We’re on the Mendips proper now and the six of us are firing up the longer shallower climb in two groups, picking off plenty of fellow CTS’ers as we go. A minute or so up front in the first Wheelers group, Pum gets a puncture, it’s the first of the day (perception of time is skewed, the day feels more like a whole weekend already!). With Pum fixing his puncture, it gives the opportunity to regroup, relax for 10 minutes or so, chatting amongst ourselves and together with another friendly group of CTS’ers fixing a mechanical in the same roadside lay-by. With our forced 10-minute stop, plenty of people we’ve passed up the hill and others besides, head past us, onwards towards Weston’s pier.

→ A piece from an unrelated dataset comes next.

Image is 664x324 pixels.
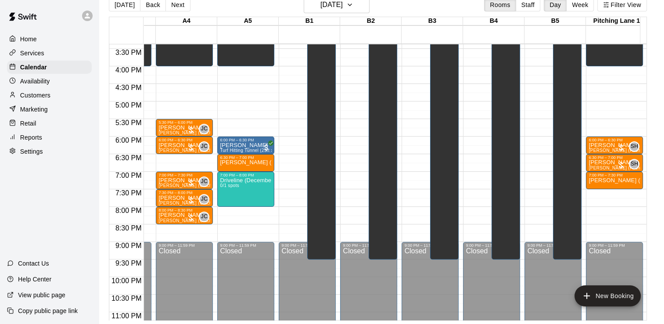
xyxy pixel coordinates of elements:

Puncture fixed, we’re on the move again, buoyed up and keen to try to make up the lost time to see if we can hit the pier by 20:30. Despite being nearly 300km in by now, we get a big burst of energy and determination; some big pulls on the front doing 30-40km on the flat see us really motoring and sailing past some fellow participants again. It’s a real Jens Voigt moment, shut up legs, this is fun, let’s go! We keep this going up the last little bit of climbing and across the very gently undulating top section of the Mendips. The top of Cheddar Gorge is coming into sight, I’ve driven and ridden on a motorcycle this bit of road a few times – I’ve been really looking forward to throwing myself down through the gorge all day. Here it is, we’re all smoking along as we enter the first technical turns of the gorge. Modelling our very best Pidcock tribute, we’re slicing through this truly picturesque block of Cheddar. Wow, what a blast, before we know it, we’re down through the gorge having dodged some goats – it was 100% worth the ride to get here. Regrouping as we pass the tourist centre below the gorge, everyone’s buzzing with excitement and feeling rejuvenated. We are getting very close now. We pick up the pace again, all bought into giving it a go to make 20:30 despite the puncture.

There are a couple of relatively small climbs which sting the legs at this point in our day, but we’re all enjoying ourselves and giving it stacks. My caution in Wiltshire has paid dividends up and over the Mendips and now in the final 20 km. The run into Weston brings more satisfaction and enjoyment. Martin, the Wheeler who we saw enjoying a coke in the pub garden a few hours ago, saw us go past after Cheddar Gorge and has been on a mission with his pal to catch us up before the finish – he’s made it and brings further good vibes to the group. As we enter the last few kilometres immediately before and along the sea front in Weston, it’s 5 Wheelers and 3 friends lined out at the front of a train of 30 or more, buzzing and charging along to the finish with everything we’ve got left!

At the pier, it’s all smiles and an amazing atmosphere with CTS’ers friends and family, members of the public and the Town Crier cheering and clapping as we come off the road and ride down the wooden board walk along Weston Pier. We’ve done it, it’s 20:30, we’ve made it with over an hour and a quarter to spare till sunset. It was a brilliant team effort, what a ride! Time for some photos in beautiful sunshine, a pint and fish and chips.

For Pum, Michal and I the day had started with an alarm call at 02:55 in our rented chalet in Leysdown on sea. We set off at 03:40 to gently ride the 12km to the start in Minter on Sea. Bag dropped, contact made with Andy and Tom who’d stayed in Sittingbourne and driven to Minster, we head up and over the hill to the beach start line. It’s now just about 04:30 and we can see a slither of light out to sea on the horizon. The nerves settle a bit as the excitement builds with the sight of a bright orange sun forcing itself into view on the far horizon.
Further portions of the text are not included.